Thanks to quick thinking and a little training from his older
sister, Robin Simmons, 12, performed the Heimlich maneuver, saving
his 10-year-old sister and earning him special recognition.
Thanks to quick thinking and a little training from his older sister, Robin Simmons, 12, performed the Heimlich maneuver, saving his 10-year-old sister and earning him special recognition.
Simmons, who will be an eighth-grader at Britton Middle School, was presented Wednesday with a certificate from the Santa Clara County Fire Department for his efforts at his home on Cabernet Circle, just west of the Dunne-Hill fire station. He also will be nominated for a community recognition award.
“When we get positive stuff, we have to acknowledge it just as much as the negative stuff,” Fire Capt. Kevin Murphy said Wednesday.
In June while dining at a Morgan Hill restaurant, Simmons’s younger sister, Kay-Lee, who attends Paradise Valley Elementary School, started choking on a piece of meat. Simmons then jumped up and performed the maneuver.
“We were going through our meal and I heard my little sister coughing,” Simmons said. “I could hear gurgling noises. I got her out of her chair and performed the Heimlich maneuver.”
Simmons’s mom, Nicole, said her son stayed calm and did exactly what he needed to do.
“We were just staring at her,” Nicole said. “We all though she’ll swallow, she’ll be OK. Robin just jumped up and said ‘should I do the Heimlich maneuver?’”

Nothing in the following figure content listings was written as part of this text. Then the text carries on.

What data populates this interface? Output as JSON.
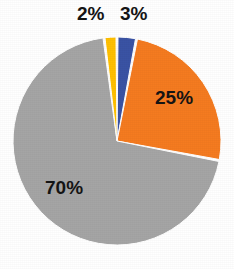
{
  "chart_data": {
    "type": "pie",
    "title": "",
    "subtitle": "",
    "xlabel": "",
    "ylabel": "",
    "grid": false,
    "legend": "none",
    "start_angle_deg": 0,
    "direction": "clockwise",
    "background": "#ffffff",
    "separator_color": "#ffffff",
    "label_color": "#151515",
    "categories": [
      "Blue",
      "Orange",
      "Gray",
      "Yellow"
    ],
    "values": [
      3,
      25,
      70,
      2
    ],
    "slices": [
      {
        "name": "slice-blue",
        "label": "3%",
        "value": 3,
        "color": "#3A53A4",
        "label_position": "outside"
      },
      {
        "name": "slice-orange",
        "label": "25%",
        "value": 25,
        "color": "#F57B20",
        "label_position": "inside"
      },
      {
        "name": "slice-gray",
        "label": "70%",
        "value": 70,
        "color": "#A5A5A5",
        "label_position": "inside"
      },
      {
        "name": "slice-yellow",
        "label": "2%",
        "value": 2,
        "color": "#FFC000",
        "label_position": "outside"
      }
    ]
  },
  "geometry": {
    "center_x": 117,
    "center_y": 141,
    "radius": 104
  }
}
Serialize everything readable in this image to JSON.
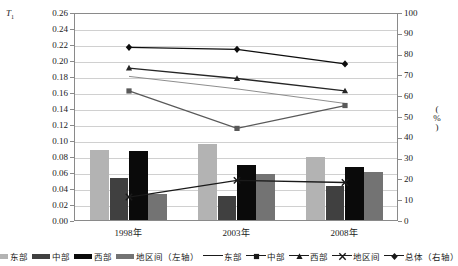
{
  "chart_data": {
    "type": "bar",
    "title": "",
    "subtitle": "",
    "categories": [
      "1998年",
      "2003年",
      "2008年"
    ],
    "xlabel": "",
    "ylabel": "T1",
    "ylabel_display": "T",
    "ylabel_sub": "1",
    "ylim": [
      0.0,
      0.26
    ],
    "y_ticks": [
      "0.00",
      "0.02",
      "0.04",
      "0.06",
      "0.08",
      "0.10",
      "0.12",
      "0.14",
      "0.16",
      "0.18",
      "0.20",
      "0.22",
      "0.24",
      "0.26"
    ],
    "y2label": "(%)",
    "y2lim": [
      0,
      100
    ],
    "y2_ticks": [
      "0",
      "10",
      "20",
      "30",
      "40",
      "50",
      "60",
      "70",
      "80",
      "90",
      "100"
    ],
    "grid": true,
    "legend_position": "bottom",
    "bar_series": [
      {
        "name": "东部",
        "axis": "left",
        "color": "#b3b3b3",
        "values": [
          0.087,
          0.095,
          0.079
        ]
      },
      {
        "name": "中部",
        "axis": "left",
        "color": "#404040",
        "values": [
          0.053,
          0.03,
          0.043
        ]
      },
      {
        "name": "西部",
        "axis": "left",
        "color": "#0a0a0a",
        "values": [
          0.086,
          0.069,
          0.066
        ]
      },
      {
        "name": "地区间（左轴）",
        "axis": "left",
        "color": "#737373",
        "values": [
          0.033,
          0.058,
          0.06
        ]
      }
    ],
    "line_series": [
      {
        "name": "东部",
        "axis": "right",
        "marker": "none",
        "color": "#808080",
        "values": [
          70,
          64,
          57
        ]
      },
      {
        "name": "中部",
        "axis": "right",
        "marker": "square",
        "color": "#595959",
        "values": [
          63,
          45,
          56
        ]
      },
      {
        "name": "西部",
        "axis": "right",
        "marker": "triangle",
        "color": "#262626",
        "values": [
          74,
          69,
          63
        ]
      },
      {
        "name": "地区间",
        "axis": "right",
        "marker": "x",
        "color": "#1a1a1a",
        "values": [
          12,
          20,
          19
        ]
      },
      {
        "name": "总体（右轴）",
        "axis": "right",
        "marker": "diamond",
        "color": "#0d0d0d",
        "values": [
          84,
          83,
          76
        ]
      }
    ]
  },
  "legend": {
    "items": [
      {
        "label": "东部",
        "kind": "swatch",
        "color": "#b3b3b3"
      },
      {
        "label": "中部",
        "kind": "swatch",
        "color": "#404040"
      },
      {
        "label": "西部",
        "kind": "swatch",
        "color": "#0a0a0a"
      },
      {
        "label": "地区间（左轴）",
        "kind": "swatch",
        "color": "#737373"
      },
      {
        "label": "东部",
        "kind": "line",
        "marker": "none"
      },
      {
        "label": "中部",
        "kind": "line",
        "marker": "square"
      },
      {
        "label": "西部",
        "kind": "line",
        "marker": "triangle"
      },
      {
        "label": "地区间",
        "kind": "line",
        "marker": "x"
      },
      {
        "label": "总体（右轴）",
        "kind": "line",
        "marker": "diamond"
      }
    ]
  }
}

The first piece came out right away. Then he just kept at it and got the final piece out. Robin surprised us. There were four adults at the table and were in awe and he reacted.”
Simmons learned the life saving maneuver from his older sister, Jennifer, who had to take a first-aid class from the United Academy of Martial Arts her karate studio where she taught. He asked her to teach him, and it paid off.
The Heimlich maneuver, created by Dr. Henry Heimlich in 1974, is used when an object is stuck in someone’s throat, stopping their breathing.
A person wraps their hands around the waist of a choking victim and using their fist, thrusts upward on the victim’s diagram. The goal is to force out what ever is lodged in the victim’s throat.
The maneuver is a standard part of any first aid lesson and can be performed by nearly anyone with training.
When asked if he was scared, Simmons said he was more focused on what he had to do.
“I was sort of scared that something was going to happen,” Simmons said. “I had to do something. (When it was all over,) I was sort of relieved. No one wants their little sister to choke to death.”